The person for whom I'm doing a software installation asked that it be done a different way than the vendor suggested. I said okay. Last night, I realized that doing this was possible, but it had a significant downside. I told her that.
This morning, she said that yes, she'd come to the same conclusion, and we should do it the way the vendor said. No mention of whose idea it was to do it that other way. And no thanks for realizing the problem before the project had gone far. Just a certain sense of yes, I'm on top of things.
I had noticed a tendency to do that. The need to appear in control, focused on the big picture, in touch with the powers that be, all seem important to this person. That's unfortunate, I think, because I suspect it tends to make people working for her reluctant to take risks, take stands. There's no sense of collegiality, of working together toward a common goal. There's Management, and then there's the people who take care of the minor details, like making it work. Then again, it got her promoted to an important position, so I suppose there's something to be said for it. This might simply be the traditional techie scorn for the desk-and-meeting-bound.
Maybe. It does make me wonder how people like her summarize me.
6 comments:
Off to visit family for Christmas but wanted to wish you the very best of holidays for you and your family!
Well, thank you! Can I use that marvelous house of yours while you're gone? The view sounds pretty terrific...(g)
Take care, and drive safely. Watch out for reindeer.
Heh-- I wonder the same thing sometimes, too.
Merry Christmas!
and to you as well, G!
A management type once said to me "When I need a plumber, I hire a plumber, and when I need my airplane fixed, I hire a mechanic. The mechanic doesn't make an airline, any more than the plumber makes a water distribution system."
I took that as a serious answer. And I have no come back on it so far.
I am working on that paradigm right now...as the workload gets larger and larger, I need to evaluate what I do, why I do it, and how I do it. Formost in my mind as I do that is that quote from the airline exec above. I find that it has more and more truth in it as I and my business mature.
He's right in the particular, wrong in the aggregate. Multiple mehanics DO make an airline. They directly affect the primary tool used by the airline to deliver its service. The plumber, that's more hands on and personal, but still, to ignore the absolute necessity of their service is to assume that the occasional leaky fitting is okay.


TASK TO COMPLETE –
Using the listing below, print the line containing "Identify the location", the line containing "Image resolution: width=1153", and each line between them, exactly and nothing else. Pictures stay out of the print.

INFORMATION –
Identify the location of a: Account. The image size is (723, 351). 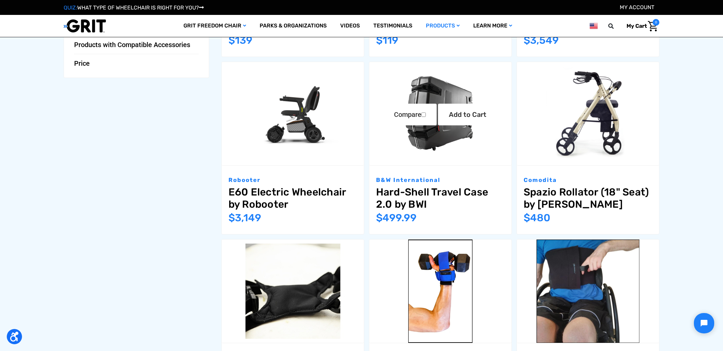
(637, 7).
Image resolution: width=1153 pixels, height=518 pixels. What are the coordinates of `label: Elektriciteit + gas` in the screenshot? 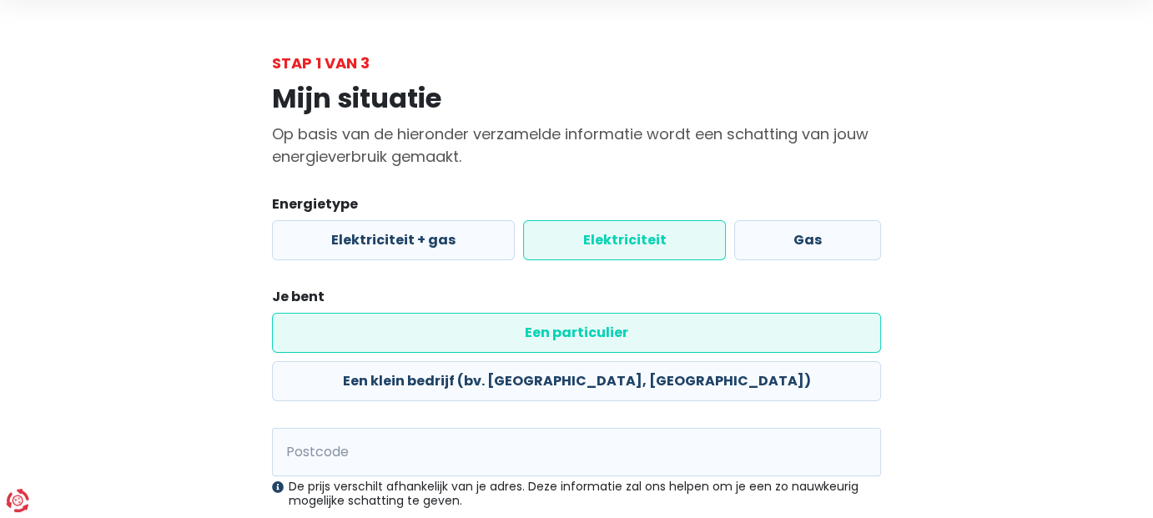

---

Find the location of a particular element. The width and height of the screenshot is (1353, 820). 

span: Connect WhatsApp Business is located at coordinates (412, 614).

EXERCISE OUTPUT –
Identify the location of a: Account. The image size is (723, 351). 
(637, 7).
Image resolution: width=1153 pixels, height=518 pixels. What are the coordinates of `label: Elektriciteit + gas` in the screenshot? 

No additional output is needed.